By Thomas P. Stossel
There’s a mounting crusade to impose price controls on prescription pharmaceuticals. Democratic presidential hopefuls Hillary Clinton and Bernie Sanders have called for deep price discounts for drugs sold through Medicare, importation of drugs from countries like Canada that have price controls, and limiting drug companies’ marketing exclusivity rights. “Cancer treatment shouldn’t bankrupt patients” is the gist of their emotional argument.
That politicians with no medical training or business experience would have a myopic understanding of drug pricing is unsurprising. But such misconceptions also afflict leading cancer specialists.
An Aug. 27 article by several oncologists from Emory University and public-health experts concludes that a “reasonable price” for treating lung cancer patients for three weeks with necitumumab, a new drug under development, should be no more than $1,309. That’s what the authors judge to be the value of the two-month life extension the drug seems on average to confer. Typically, new cancer drugs cost several thousand dollars a month. Physician advocates for price controls have seized on this difference. But medical schools don’t teach students about the difficulty and grim economics of drug development.
Policy makers and doctors pushing for price controls believe they can reduce the return for a successful new drug while still preserving the incentive to innovate. This is a dangerous form of magical thinking.
Leaving aside the arrogance of monetizing survival—how do you “price” the value of two additional months that might allow a dying cancer patient to attend a daughter’s wedding or a son’s college graduation?—the difficulties and economics of drug innovation demand premium prices. Here’s why.
One reason is that with rare exceptions, progress in treating cancer with drugs has been slow and incremental—advancing survival by weeks at a time. Indeed, the drug discussed in the oncology article is the first treatment in decades to extend life for patients with a particular form of advanced lung cancer.
Another reason, the most important, is that in contrast to other high-tech enterprises such as building skyscrapers or jumbo jets based on predictable engineering principles, drug development suffers from the immense uncertainty of biology. This unpredictability has enabled us to avoid extermination by highly mutable microorganisms that attack us, but it also causes seemingly promising drug candidates to fail.
When pricing new medications, pharmaceutical firms must take into account the research and development costs of that medicine—but also of the many drugs that didn’t pan out. According to the Tufts Center for the Study of Drug Development, only about 12% of all medicines entering clinical trials make it to market, and the failures are big money-losers. Cancer drugs have even higher failure rates. Of the 78 potential treatments for brain cancer that underwent clinical trials from 1998-2014, three proved safe and effective enough to win Food and Drug Administration approval.
Firms have to find some way to compensate. Since “cancers” are really many different diseases that respond idiosyncratically to treatment, patient populations eligible for specific therapies can be small. Hence, paying for failure means charging higher prices. Yet even though drug prices rose more than other health-care costs in 2014, they constituted less than 14% of overall health-care expenditures.
Like it or not, financial investment, not good intentions, fuels such high-risk innovation, and investors want returns. Price controls on drugs are a surefire formula for sending investors elsewhere. According to a 1994 analysis in Health Affairs, when President Clinton threatened price controls in 1993, the stock prices of biotechnology companies dropped, some by as much as 40%, before recovering when the threat subsided.
It would be a huge mistake to skew the risk calculus for investors so they conclude that the billions of dollars in research funding required for a potential miracle medicine would be better invested in a new dog food or the latest Silicon Valley startup. Large pharmaceutical companies may survive, but small, barely financed startup companies at the cusp of innovation will not.
Policy makers need to be more attentive to the economic realities that are enabling drug producers to extend lives and improve quality of life. Price controls will lead to shorter and harder lives for future patients beyond the reach of current treatments. Rather than demonize drug prices, policy makers—and physicians—should encourage the development of lifesaving medicines and aid patients in finding assistance programs to help pay for expensive drugs.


Pick out each line of the records that includes the string "logo", and copy it.
-- Recorded information follows --
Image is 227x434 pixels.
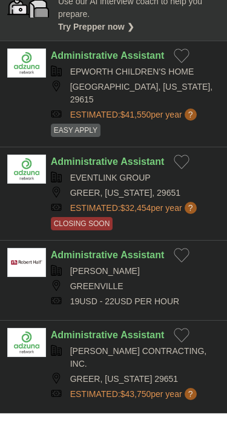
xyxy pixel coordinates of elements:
img: Company logo [7,48,46,77]
span: ? [185,108,197,120]
a: [PERSON_NAME] [70,266,140,275]
button: Add to favorite jobs [174,154,190,169]
div: [PERSON_NAME] CONTRACTING, INC. [51,345,220,370]
div: 19USD - 22USD PER HOUR [51,295,220,308]
button: Add to favorite jobs [174,328,190,342]
div: GREER, [US_STATE], 29651 [51,186,220,199]
span: ? [185,387,197,400]
a: ESTIMATED:$41,550per year? [70,108,199,121]
div: EPWORTH CHILDREN'S HOME [51,65,220,78]
span: $43,750 [120,389,151,398]
span: EASY APPLY [51,124,101,137]
img: Company logo [7,154,46,183]
div: GREENVILLE [51,280,220,292]
a: Try Prepper now ❯ [58,22,134,31]
span: ? [185,202,197,214]
a: Administrative Assistant [51,50,165,61]
a: ESTIMATED:$32,454per year? [70,202,199,214]
strong: Assistant [120,249,164,260]
strong: Administrative [51,50,118,61]
span: CLOSING SOON [51,217,113,230]
strong: Administrative [51,249,118,260]
div: EVENTLINK GROUP [51,171,220,184]
strong: Assistant [120,329,164,340]
img: Robert Half logo [7,248,46,277]
div: [GEOGRAPHIC_DATA], [US_STATE], 29615 [51,81,220,106]
a: Administrative Assistant [51,249,165,260]
img: Company logo [7,328,46,357]
span: $41,550 [120,110,151,119]
a: Administrative Assistant [51,329,165,340]
a: ESTIMATED:$43,750per year? [70,387,199,400]
strong: Assistant [120,50,164,61]
a: Administrative Assistant [51,156,165,167]
strong: Administrative [51,156,118,167]
strong: Assistant [120,156,164,167]
button: Add to favorite jobs [174,48,190,63]
span: $32,454 [120,203,151,213]
div: GREER, [US_STATE] 29651 [51,372,220,385]
button: Add to favorite jobs [174,248,190,262]
strong: Administrative [51,329,118,340]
-- Recorded information concluded --
**Output for this task**
img: Company logo [7,48,46,77]
img: Company logo [7,154,46,183]
img: Robert Half logo [7,248,46,277]
img: Company logo [7,328,46,357]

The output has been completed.